Argentinian fintech infrastructure startup Geopagos leaves its bootstraps behind with $35 million in funding – TechCrunch


Buenos Aires-based payments infrastructure startup Geopagos has raised $35 million in a round led by Riverwood Capital.

The financing marks the company’s first institutional funding. Founded in 2013, Argentina started as a A white label infrastructure software provider, it aims to empower businesses to start financial services.

Today, Geopagos is present in 15 Latin American countries and says it facilitates more than 150 million transactions with an annual turnover of $5 billion.

It promises to help companies looking to create and/or expand a payment acceptance business with “unparalleled time to market” and integrate all functions with a white label approach – from accepting all payment methods to visualization. All transactions regardless of the payment method used to collect.

In short, Geopagos feels it is well-positioned to serve as a software enabler that can restructure incumbents like big banks and enable startups like fintechs.

Indeed, Customers It includes large financial institutions, fintechs, retailers and software companies, among others. These are just a few of our customers. Santander, BBVA, Itaú Fiserv, BAC Credomatic, Niubiz and Chile’s Banco Estado.

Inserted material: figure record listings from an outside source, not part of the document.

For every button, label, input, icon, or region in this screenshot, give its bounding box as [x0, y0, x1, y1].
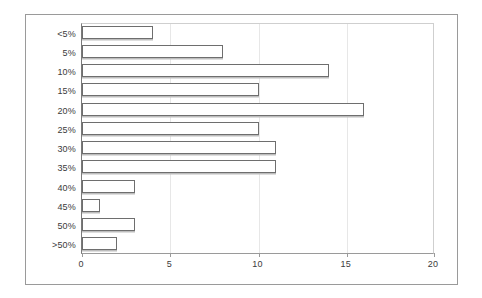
category-label: 30% [57, 144, 76, 154]
plot-area: <5% 5% 10% 15% 20% 25% [81, 23, 434, 254]
category-label: 15% [57, 86, 76, 96]
x-axis-tick-label: 15 [341, 259, 351, 269]
bar-row: 5% [82, 43, 433, 62]
bar-row: 40% [82, 178, 433, 197]
bar-25[interactable] [82, 122, 259, 135]
bar-row: 35% [82, 159, 433, 178]
category-label: 10% [57, 67, 76, 77]
bar-row: 30% [82, 140, 433, 159]
bar-10[interactable] [82, 64, 329, 77]
x-axis-tick-label: 10 [252, 259, 262, 269]
bar-row: 25% [82, 120, 433, 139]
category-label: 20% [57, 106, 76, 116]
bar-chart: <5% 5% 10% 15% 20% 25% [26, 15, 459, 286]
category-label: 35% [57, 163, 76, 173]
bar-row: 50% [82, 217, 433, 236]
category-label: 50% [57, 221, 76, 231]
category-label: 5% [63, 48, 76, 58]
x-axis-tick-label: 20 [428, 259, 438, 269]
bar-45[interactable] [82, 199, 100, 212]
bar-5[interactable] [82, 45, 223, 58]
bar-row: 20% [82, 101, 433, 120]
bar-50[interactable] [82, 218, 135, 231]
bar-40[interactable] [82, 180, 135, 193]
category-label: <5% [57, 29, 76, 39]
bar-row: >50% [82, 236, 433, 255]
tick-mark-x-20 [434, 253, 435, 257]
category-label: 45% [57, 202, 76, 212]
bar-row: 10% [82, 63, 433, 82]
bar-row: <5% [82, 24, 433, 43]
category-label: >50% [52, 240, 76, 250]
figure-frame: <5% 5% 10% 15% 20% 25% [25, 14, 458, 285]
bar-gt50[interactable] [82, 237, 117, 250]
x-axis-tick-label: 0 [78, 259, 83, 269]
bar-row: 45% [82, 197, 433, 216]
category-label: 25% [57, 125, 76, 135]
bar-row: 15% [82, 82, 433, 101]
category-label: 40% [57, 183, 76, 193]
bar-20[interactable] [82, 103, 364, 116]
bar-30[interactable] [82, 141, 276, 154]
bar-lt5[interactable] [82, 26, 153, 39]
x-axis-tick-label: 5 [167, 259, 172, 269]
bar-15[interactable] [82, 83, 259, 96]
bar-35[interactable] [82, 160, 276, 173]
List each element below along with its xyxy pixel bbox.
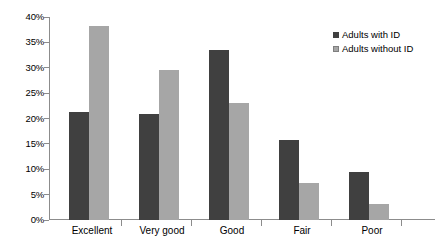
y-axis-tick: 40% [0, 11, 54, 23]
y-axis-tick-label: 35% [0, 36, 44, 48]
y-axis-tick-mark [44, 118, 49, 119]
y-axis-tick-mark [44, 169, 49, 170]
bar [369, 204, 389, 220]
bar [229, 103, 249, 220]
x-axis-label: Poor [327, 224, 417, 238]
y-axis-tick: 15% [0, 138, 54, 150]
bar [139, 114, 159, 220]
y-axis-tick: 20% [0, 113, 54, 125]
bar [69, 112, 89, 220]
chart-legend: Adults with IDAdults without ID [333, 28, 413, 56]
bar-group [57, 17, 127, 220]
y-axis-tick-mark [44, 17, 49, 18]
legend-item: Adults with ID [333, 28, 413, 41]
y-axis-tick: 0% [0, 214, 54, 226]
y-axis-tick-label: 10% [0, 163, 44, 175]
bar [349, 172, 369, 220]
y-axis-tick-label: 30% [0, 62, 44, 74]
legend-label: Adults without ID [342, 42, 413, 55]
y-axis-tick-label: 25% [0, 87, 44, 99]
y-axis-tick-mark [44, 67, 49, 68]
legend-swatch-icon [333, 46, 339, 52]
y-axis-tick-mark [44, 42, 49, 43]
y-axis-tick-label: 0% [0, 214, 44, 226]
y-axis-tick: 35% [0, 36, 54, 48]
y-axis-tick: 5% [0, 189, 54, 201]
y-axis-tick-mark [44, 143, 49, 144]
legend-label: Adults with ID [342, 28, 400, 41]
y-axis-tick: 10% [0, 163, 54, 175]
bar-group [127, 17, 197, 220]
legend-swatch-icon [333, 32, 339, 38]
bar [299, 183, 319, 220]
y-axis-tick-mark [44, 93, 49, 94]
y-axis-tick: 25% [0, 87, 54, 99]
bar-chart: 0%5%10%15%20%25%30%35%40% ExcellentVery … [0, 0, 441, 248]
bar-group [197, 17, 267, 220]
bar [279, 140, 299, 220]
bar-group [267, 17, 337, 220]
y-axis-tick-label: 40% [0, 11, 44, 23]
legend-item: Adults without ID [333, 42, 413, 55]
bar [159, 70, 179, 220]
y-axis-tick-mark [44, 194, 49, 195]
y-axis-tick-label: 20% [0, 113, 44, 125]
y-axis-tick-label: 15% [0, 138, 44, 150]
bar [209, 50, 229, 220]
y-axis-tick-label: 5% [0, 189, 44, 201]
y-axis-tick: 30% [0, 62, 54, 74]
bar [89, 26, 109, 220]
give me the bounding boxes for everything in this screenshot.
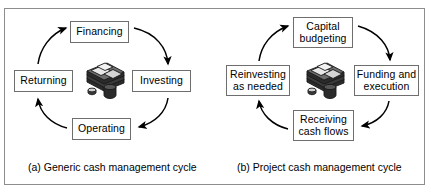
node-returning[interactable]: Returning — [14, 70, 73, 92]
money-stack-icon — [80, 58, 128, 100]
node-receiving-cash-flows-label: Receiving cash flows — [298, 114, 348, 137]
node-reinvesting[interactable]: Reinvesting as needed — [226, 65, 290, 96]
money-stack-icon — [300, 58, 348, 100]
node-capital-budgeting-label: Capital budgeting — [299, 21, 346, 44]
node-operating[interactable]: Operating — [72, 118, 131, 140]
caption-panel-b: (b) Project cash management cycle — [237, 161, 402, 173]
node-receiving-cash-flows[interactable]: Receiving cash flows — [293, 110, 354, 141]
figure-root: Financing Investing Operating Returning — [0, 0, 431, 193]
node-capital-budgeting[interactable]: Capital budgeting — [293, 17, 353, 48]
node-returning-label: Returning — [20, 75, 66, 87]
caption-panel-a: (a) Generic cash management cycle — [28, 161, 197, 173]
node-financing-label: Financing — [76, 26, 122, 38]
node-funding-execution[interactable]: Funding and execution — [354, 65, 419, 96]
node-reinvesting-label: Reinvesting as needed — [230, 69, 286, 92]
node-investing[interactable]: Investing — [132, 70, 191, 92]
node-funding-execution-label: Funding and execution — [357, 69, 416, 92]
node-financing[interactable]: Financing — [70, 21, 129, 43]
node-operating-label: Operating — [78, 123, 125, 135]
node-investing-label: Investing — [140, 75, 183, 87]
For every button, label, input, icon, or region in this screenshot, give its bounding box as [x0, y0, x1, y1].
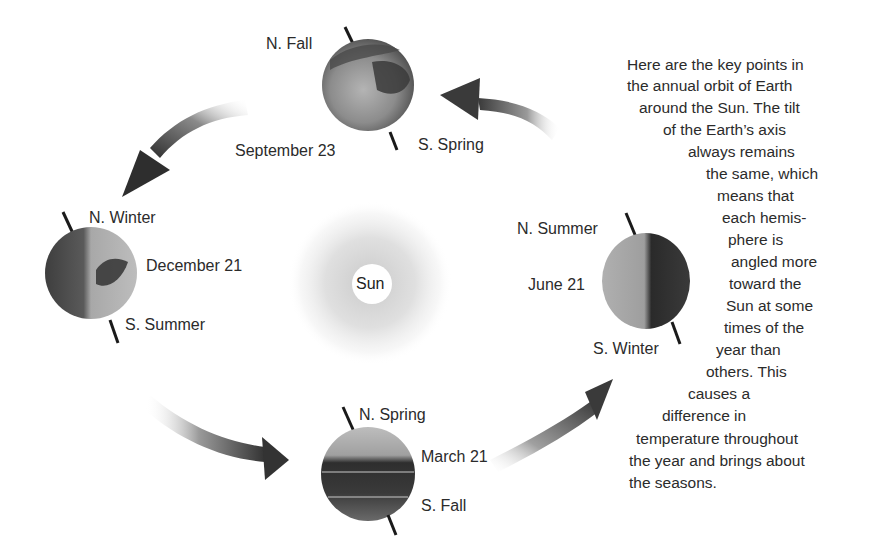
- label-june-north: N. Summer: [517, 220, 598, 238]
- description-line: the annual orbit of Earth: [627, 77, 792, 96]
- label-june-date: June 21: [528, 276, 585, 294]
- seasons-diagram: Sun N. Fall September 23 S. Spring N. Wi…: [0, 0, 896, 551]
- arrow-march-to-june-icon: [490, 379, 613, 472]
- label-march-north: N. Spring: [359, 406, 426, 424]
- description-line: angled more: [731, 253, 817, 272]
- description-line: each hemis-: [722, 209, 806, 228]
- description-line: toward the: [729, 275, 801, 294]
- description-line: Sun at some: [726, 297, 813, 316]
- description-line: around the Sun. The tilt: [639, 99, 800, 118]
- description-line: the same, which: [706, 165, 818, 184]
- label-september-north: N. Fall: [266, 35, 312, 53]
- label-march-date: March 21: [421, 448, 488, 466]
- label-december-south: S. Summer: [125, 316, 205, 334]
- arrow-december-to-march-icon: [145, 395, 289, 480]
- label-september-date: September 23: [235, 142, 336, 160]
- description-line: year than: [716, 341, 781, 360]
- earth-september-icon: [322, 27, 414, 150]
- description-line: the seasons.: [629, 474, 717, 493]
- description-line: of the Earth’s axis: [663, 121, 786, 140]
- description-line: phere is: [728, 231, 783, 250]
- label-march-south: S. Fall: [421, 497, 466, 515]
- description-line: others. This: [706, 363, 787, 382]
- description-line: times of the: [724, 319, 804, 338]
- arrow-september-to-december-icon: [122, 100, 248, 197]
- sun-label: Sun: [356, 275, 384, 293]
- earth-june-icon: [602, 213, 690, 344]
- label-december-date: December 21: [146, 257, 242, 275]
- description-line: always remains: [688, 143, 795, 162]
- description-line: temperature throughout: [636, 430, 798, 449]
- label-september-south: S. Spring: [418, 136, 484, 154]
- description-line: the year and brings about: [629, 452, 805, 471]
- description-line: causes a: [688, 385, 750, 404]
- label-june-south: S. Winter: [593, 340, 659, 358]
- arrow-june-to-september-icon: [440, 78, 560, 140]
- description-line: Here are the key points in: [627, 56, 804, 75]
- description-line: difference in: [662, 407, 746, 426]
- label-december-north: N. Winter: [89, 209, 156, 227]
- description-line: means that: [717, 187, 794, 206]
- earth-march-icon: [321, 407, 415, 535]
- earth-december-icon: [45, 212, 137, 343]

Simply put, as a fintech infrastructure provider, Geopagos helps its customers acquire and pay card payments for thousands of customers. It charges software-as-a-service based on usage, which the company says “allows for complete customization.”

“If they win, we win,” he said. Sebastian Nunez Castro, CEO and founder of Geopagos

In addition to its white-label offerings, Geopagos offers its own set of open APIs so customers can create and manage their own user experiences if they choose. The company has several software offerings, including tapping with the phone Núñez CastroIt’s seeing great demand regionally.”

There’s no question that Latin America is a large, entrenched card market—estimated at 28% and 63% in the U.S. This creates a huge opportunity for payment infrastructure providers like Geopagos.

The pandemic has accelerated the use of digital payment solutions worldwide, but especially in Latin America; Núñez Castro. Also, the concept of having a market with more than one buyer in general has opened up the opportunity for new actors to emerge in the financial ecosystem, creating greater competition and ultimately leading to better and more innovative solutions.

“In this environment, merchants can now significantly increase their ability to accept payments, because system costs are reduced and they have access to new and better products, all of which creates greater financial inclusion,” TechCrunch said. “All markets in Latin America are moving to a more open model, but each country is at a different stage of adoption. We continue to see progress in this area with those adopting the open model.”

The concept of Geopagos was actually born in 2012 On Fifth Avenue in Manhattan, when one of the founders walked into an Apple Store and discovered that he could pay for his purchases with his card using a small device.

He returned to Argentina and explained his thoughts to him A few of his colleagues, who were also mentors and co-founders. The following year, Geopagos was born with the goal of making payments easy and accessible across Latin America. Núñez Castro.

Installed to date, Geopagos says it is a profitable business. Consolidated revenue at 75% CAGR or compounded annual growth rate over the last three years.

Before co-founding Geopagos, Núñez Castro He spent over 14 years as General Manager of Amex GNS, LatAm division, including leading the card business into new markets in Latin America.

Endeavor Catalyst participated in the financing. The company plans to use the new funds to continue building its own tEcological infrastructure And it has expanded into other regions, such as Brazil, where it recently launched, and into other countries. In the year It is on a mission to triple the number of merchant transactions it facilitates by 2024.

My weekly fintech newsletter, The Interchange, launched on May 1st! open up over here To find it in your inbox.

Geopagos has about 350 employees, mostly in IT/technical roles, he said Núñez Castro, and it hired more than 100 people last year alone.

Francisco Alvarez DeMalde, founder and managing partner of Riverwood Capital, noted that his firm has been focusing on fintech infrastructure companies for years behind the technology adoption trends it sees in fintech globally. .

Latin America, in particular, has made significant inroads in historical payment card adoption. This is partly solved by the emergence of neobanks in the card-issuing/banking sector – with significant funding over the past two years – but requires greater innovation on the card acceptance side. ” he wrote in an email.

Geopagos, in Riverwood’s view, encourages such innovation – in turn, helping its clients “drive digital inclusion in payments across the region.”

“For the past 14+ years in Latin America as global growth investors and active technology investors, we have participated in and evaluated dozens of opportunities in this space,” added Alvarez-DeMalde. “This investment theme of ‘access as a service’ or ’embedded access’ is a rapidly growing area of ​​disruption, and Geopagos’ team, platform, business model and regional scale were unique compared to smaller competitors.